Wednesday, March 5, 2008

Over-used Genealogy Idioms

John D. Reid at the Anglo-Celtic Connections blog has a post today about "Overused Idioms in Genealogy." He mentioned three -

* Brickwall

* Putting flesh on the bones

* Digging up your roots

I can think of several others --

* Search back in time

* Discover your family history

* Find your elusive ancestor

* Broaden your search

* Shirt-tail relative

I think these qualify as idioms. An idiom is (from Wikipedia) "a term or phrase whose meaning cannot be deduced from the literal definitions and the arrangement of its parts, but refers instead to a figurative meaning that is known only through common use."

Do you have other examples? If so, please comment on John's blog and help him out.

1 comment:

Drew Smith said...

Randy, as I'm something of a language nut, I was interested in the list you mentioned of genealogical idioms. I think the best example on your own list is "shirttail relative", as the most ordinary definitions don't give you the meaning of the phrase. (Webster's 3rd does give one meaning of the adjective "shirttail" as "distantly and indefinitely related", but it's not a commonly used meaning except in conjunction with "relative".)

I don't think I would agree with your other choices. The meaning of "broaden a search" seems to fit pretty well within the most common definitions of the constituent words (to broaden something is to extend it past its existing limits).

"Elusive" is a borderline case, but "elusive" does have the definition of "difficult to isolate or identify".

I think "discover your family history" is pretty clear from its constituent words.

To identify something as an idiom, I think you have to say that you could not use the more common definitions of the constituent words and use them to create the meaning of the phrase.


Task instructions: After locating the line that holds "List UI elements", copy that line and all that follow it word for word through the end of the data, with no pictures.

Given records:
----------
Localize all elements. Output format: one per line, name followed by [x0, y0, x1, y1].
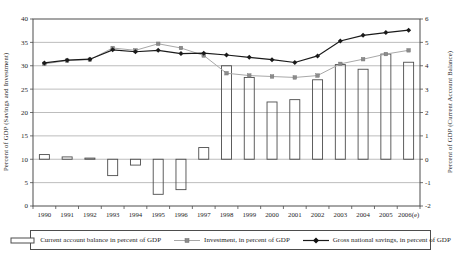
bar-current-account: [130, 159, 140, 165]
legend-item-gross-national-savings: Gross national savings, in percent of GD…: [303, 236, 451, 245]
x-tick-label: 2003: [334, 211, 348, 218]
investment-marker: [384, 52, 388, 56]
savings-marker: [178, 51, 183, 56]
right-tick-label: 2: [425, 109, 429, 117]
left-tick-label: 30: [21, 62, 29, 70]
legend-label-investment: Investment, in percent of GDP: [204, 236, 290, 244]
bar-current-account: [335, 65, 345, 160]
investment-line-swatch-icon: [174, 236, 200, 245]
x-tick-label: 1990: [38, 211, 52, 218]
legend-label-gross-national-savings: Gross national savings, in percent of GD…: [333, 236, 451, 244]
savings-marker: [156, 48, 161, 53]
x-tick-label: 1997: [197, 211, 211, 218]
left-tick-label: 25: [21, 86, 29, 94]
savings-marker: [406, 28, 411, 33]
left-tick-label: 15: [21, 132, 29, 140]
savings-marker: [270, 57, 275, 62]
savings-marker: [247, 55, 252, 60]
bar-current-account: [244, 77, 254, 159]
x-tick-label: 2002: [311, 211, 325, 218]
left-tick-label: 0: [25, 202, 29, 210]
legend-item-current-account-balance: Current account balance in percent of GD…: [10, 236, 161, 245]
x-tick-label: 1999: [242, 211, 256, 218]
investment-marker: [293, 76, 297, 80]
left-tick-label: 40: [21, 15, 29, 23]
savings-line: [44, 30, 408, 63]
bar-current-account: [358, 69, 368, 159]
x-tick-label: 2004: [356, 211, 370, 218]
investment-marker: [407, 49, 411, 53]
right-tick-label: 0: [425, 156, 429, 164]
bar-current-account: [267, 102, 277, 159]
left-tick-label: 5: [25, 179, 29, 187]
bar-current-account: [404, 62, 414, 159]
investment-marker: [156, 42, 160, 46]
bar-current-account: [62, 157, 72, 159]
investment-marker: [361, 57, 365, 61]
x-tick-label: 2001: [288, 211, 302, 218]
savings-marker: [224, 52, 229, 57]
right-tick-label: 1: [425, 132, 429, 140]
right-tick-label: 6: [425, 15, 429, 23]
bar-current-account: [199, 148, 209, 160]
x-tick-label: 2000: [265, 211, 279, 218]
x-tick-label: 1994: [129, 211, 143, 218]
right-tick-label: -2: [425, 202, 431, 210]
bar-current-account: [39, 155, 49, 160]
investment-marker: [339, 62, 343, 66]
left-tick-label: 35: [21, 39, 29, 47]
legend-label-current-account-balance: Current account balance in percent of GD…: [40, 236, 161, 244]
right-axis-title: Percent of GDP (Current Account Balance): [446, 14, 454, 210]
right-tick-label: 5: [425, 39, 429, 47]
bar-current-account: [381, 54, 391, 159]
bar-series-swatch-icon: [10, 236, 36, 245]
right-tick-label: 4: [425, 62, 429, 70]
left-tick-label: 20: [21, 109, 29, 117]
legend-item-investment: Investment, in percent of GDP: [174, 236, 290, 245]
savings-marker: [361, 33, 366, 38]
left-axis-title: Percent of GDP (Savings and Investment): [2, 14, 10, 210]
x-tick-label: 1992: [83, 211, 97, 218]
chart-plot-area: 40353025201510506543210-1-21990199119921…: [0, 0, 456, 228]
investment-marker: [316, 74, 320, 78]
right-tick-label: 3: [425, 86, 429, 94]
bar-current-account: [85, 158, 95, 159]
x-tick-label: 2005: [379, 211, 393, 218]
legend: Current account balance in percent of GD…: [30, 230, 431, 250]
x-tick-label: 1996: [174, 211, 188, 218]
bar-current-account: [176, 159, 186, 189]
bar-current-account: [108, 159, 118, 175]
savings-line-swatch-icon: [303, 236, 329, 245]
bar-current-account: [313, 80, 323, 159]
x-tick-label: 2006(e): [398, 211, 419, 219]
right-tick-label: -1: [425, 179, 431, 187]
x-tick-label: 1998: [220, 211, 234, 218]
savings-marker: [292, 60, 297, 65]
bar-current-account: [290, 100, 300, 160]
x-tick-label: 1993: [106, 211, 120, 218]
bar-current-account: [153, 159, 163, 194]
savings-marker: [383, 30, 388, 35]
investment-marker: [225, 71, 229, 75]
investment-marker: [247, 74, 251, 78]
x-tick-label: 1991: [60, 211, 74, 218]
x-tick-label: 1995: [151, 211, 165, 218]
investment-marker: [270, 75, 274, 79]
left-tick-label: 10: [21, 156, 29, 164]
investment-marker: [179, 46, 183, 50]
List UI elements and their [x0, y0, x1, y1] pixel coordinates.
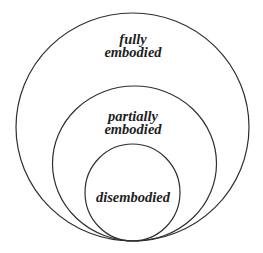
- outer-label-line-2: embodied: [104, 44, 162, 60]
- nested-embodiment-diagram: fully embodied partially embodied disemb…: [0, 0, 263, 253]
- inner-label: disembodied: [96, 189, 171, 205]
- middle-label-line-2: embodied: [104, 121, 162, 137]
----------
Your solution:
List UI elements and their [x0, y0, x1, y1] pixel coordinates.
- outer-label-line-2: embodied: [104, 44, 162, 60]
- nested-embodiment-diagram: fully embodied partially embodied disemb…: [0, 0, 263, 253]
- inner-label: disembodied: [96, 189, 171, 205]
- middle-label-line-2: embodied: [104, 121, 162, 137]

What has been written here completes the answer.